Kushner tries to clean up mess after suggesting Trump could delay election
The decision to delay an election is not up to Kushner, nor the White House.
Donald Trump’s son-in-law Jared Kushner, a senior White House adviser, said he is not ruling out the possibility that the November general election could be postponed due to the coronavirus.
“I’m not sure I can commit one way or the other, but right now that’s the plan,” Kushner said in an interview with Time published Tuesday night.
Kushner’s comments confirmed fears from Democrats that Trump may try to unilaterally move the election if he fears he may lose.
“Mark my words, I think he is going to try to kick back the election somehow — come up with some rationale why it can’t be held,” Biden said at a fundraiser last month, according to the Washington Post.
Kushner’s comments raised so much uproar that he tried to clarify his remarks in a statement to NBC News.
“I have not been involved in, nor am I aware of, any discussions about trying to change the date of the presidential election,” Kushner told NBC.
Trump and his administration, according to the law, have no say in whether the election will be postponed.
Congress in 1845 passed a law to “establish a uniform time for holding elections for electors of President and Vice President in all the States of the Union.”
That law states, “That the electors of President and Vice President shall be appointed in each State on the Tuesday next after the first Monday in the month of November of the year in which they are to be appointed.”
In plain English, the presidential election will always be held on the first Tuesday of November — unless Congress votes to change that.
Democrats, for their part, have been pushing for states to increase their vote-by-mail capabilities in order to ensure all voters will be able to cast ballots in November should it be unsafe to vote in-person.
Democrats introduced the HEROES Act on Tuesday that includes $3.6 billion in funding for “contingency planning, preparation, and resilience of elections for Federal office,” according to a summary of the legislation.
Trump, as well as Republican lawmakers who support him, have condemned voting by mail, falsely saying it is rife with fraud.
Trump has also said he doesn’t like vote-by-mail because he believes it benefits Democrats over Republicans, even though data do not show that to be the case, according to a report from FiveThirtyEight.
Published with permission of The American Independent Foundation.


Exercise brief: The only acceptable output is every entry, printed exactly.

Listed records:

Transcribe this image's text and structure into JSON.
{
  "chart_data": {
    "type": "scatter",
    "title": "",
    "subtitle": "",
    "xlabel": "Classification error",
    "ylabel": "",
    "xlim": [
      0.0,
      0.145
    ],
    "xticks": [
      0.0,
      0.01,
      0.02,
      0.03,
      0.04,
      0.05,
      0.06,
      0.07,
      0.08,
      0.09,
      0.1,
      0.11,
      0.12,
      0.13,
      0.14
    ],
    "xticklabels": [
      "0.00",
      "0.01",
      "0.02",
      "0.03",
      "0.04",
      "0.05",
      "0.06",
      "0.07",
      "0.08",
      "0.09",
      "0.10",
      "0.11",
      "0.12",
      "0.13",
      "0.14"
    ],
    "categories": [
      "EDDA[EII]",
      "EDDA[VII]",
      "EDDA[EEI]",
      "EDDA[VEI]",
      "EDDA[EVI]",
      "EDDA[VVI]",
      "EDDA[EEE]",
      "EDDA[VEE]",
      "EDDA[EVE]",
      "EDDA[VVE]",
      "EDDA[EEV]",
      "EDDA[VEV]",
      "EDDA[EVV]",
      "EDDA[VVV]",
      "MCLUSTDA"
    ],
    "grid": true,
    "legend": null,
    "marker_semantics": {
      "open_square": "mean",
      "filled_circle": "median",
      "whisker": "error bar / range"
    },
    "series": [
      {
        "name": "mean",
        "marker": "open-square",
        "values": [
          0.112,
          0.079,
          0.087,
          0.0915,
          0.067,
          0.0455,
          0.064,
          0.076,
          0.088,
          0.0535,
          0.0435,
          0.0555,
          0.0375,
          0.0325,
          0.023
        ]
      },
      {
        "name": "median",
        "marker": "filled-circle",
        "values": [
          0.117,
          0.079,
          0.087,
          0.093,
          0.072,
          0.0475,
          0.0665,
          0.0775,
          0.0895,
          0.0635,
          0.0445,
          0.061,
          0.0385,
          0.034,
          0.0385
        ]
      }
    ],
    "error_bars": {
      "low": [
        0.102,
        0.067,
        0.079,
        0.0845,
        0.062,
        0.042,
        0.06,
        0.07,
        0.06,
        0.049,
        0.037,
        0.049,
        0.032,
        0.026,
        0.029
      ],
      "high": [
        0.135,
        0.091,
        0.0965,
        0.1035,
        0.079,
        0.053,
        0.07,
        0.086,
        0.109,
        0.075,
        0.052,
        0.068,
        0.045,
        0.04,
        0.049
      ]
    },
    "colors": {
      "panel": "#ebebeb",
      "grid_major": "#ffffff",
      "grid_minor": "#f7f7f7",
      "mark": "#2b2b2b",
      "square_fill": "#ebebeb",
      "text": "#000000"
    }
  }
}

Finished task:
Transcribe this image's text and structure into JSON.
{
  "chart_data": {
    "type": "scatter",
    "title": "",
    "subtitle": "",
    "xlabel": "Classification error",
    "ylabel": "",
    "xlim": [
      0.0,
      0.145
    ],
    "xticks": [
      0.0,
      0.01,
      0.02,
      0.03,
      0.04,
      0.05,
      0.06,
      0.07,
      0.08,
      0.09,
      0.1,
      0.11,
      0.12,
      0.13,
      0.14
    ],
    "xticklabels": [
      "0.00",
      "0.01",
      "0.02",
      "0.03",
      "0.04",
      "0.05",
      "0.06",
      "0.07",
      "0.08",
      "0.09",
      "0.10",
      "0.11",
      "0.12",
      "0.13",
      "0.14"
    ],
    "categories": [
      "EDDA[EII]",
      "EDDA[VII]",
      "EDDA[EEI]",
      "EDDA[VEI]",
      "EDDA[EVI]",
      "EDDA[VVI]",
      "EDDA[EEE]",
      "EDDA[VEE]",
      "EDDA[EVE]",
      "EDDA[VVE]",
      "EDDA[EEV]",
      "EDDA[VEV]",
      "EDDA[EVV]",
      "EDDA[VVV]",
      "MCLUSTDA"
    ],
    "grid": true,
    "legend": null,
    "marker_semantics": {
      "open_square": "mean",
      "filled_circle": "median",
      "whisker": "error bar / range"
    },
    "series": [
      {
        "name": "mean",
        "marker": "open-square",
        "values": [
          0.112,
          0.079,
          0.087,
          0.0915,
          0.067,
          0.0455,
          0.064,
          0.076,
          0.088,
          0.0535,
          0.0435,
          0.0555,
          0.0375,
          0.0325,
          0.023
        ]
      },
      {
        "name": "median",
        "marker": "filled-circle",
        "values": [
          0.117,
          0.079,
          0.087,
          0.093,
          0.072,
          0.0475,
          0.0665,
          0.0775,
          0.0895,
          0.0635,
          0.0445,
          0.061,
          0.0385,
          0.034,
          0.0385
        ]
      }
    ],
    "error_bars": {
      "low": [
        0.102,
        0.067,
        0.079,
        0.0845,
        0.062,
        0.042,
        0.06,
        0.07,
        0.06,
        0.049,
        0.037,
        0.049,
        0.032,
        0.026,
        0.029
      ],
      "high": [
        0.135,
        0.091,
        0.0965,
        0.1035,
        0.079,
        0.053,
        0.07,
        0.086,
        0.109,
        0.075,
        0.052,
        0.068,
        0.045,
        0.04,
        0.049
      ]
    },
    "colors": {
      "panel": "#ebebeb",
      "grid_major": "#ffffff",
      "grid_minor": "#f7f7f7",
      "mark": "#2b2b2b",
      "square_fill": "#ebebeb",
      "text": "#000000"
    }
  }
}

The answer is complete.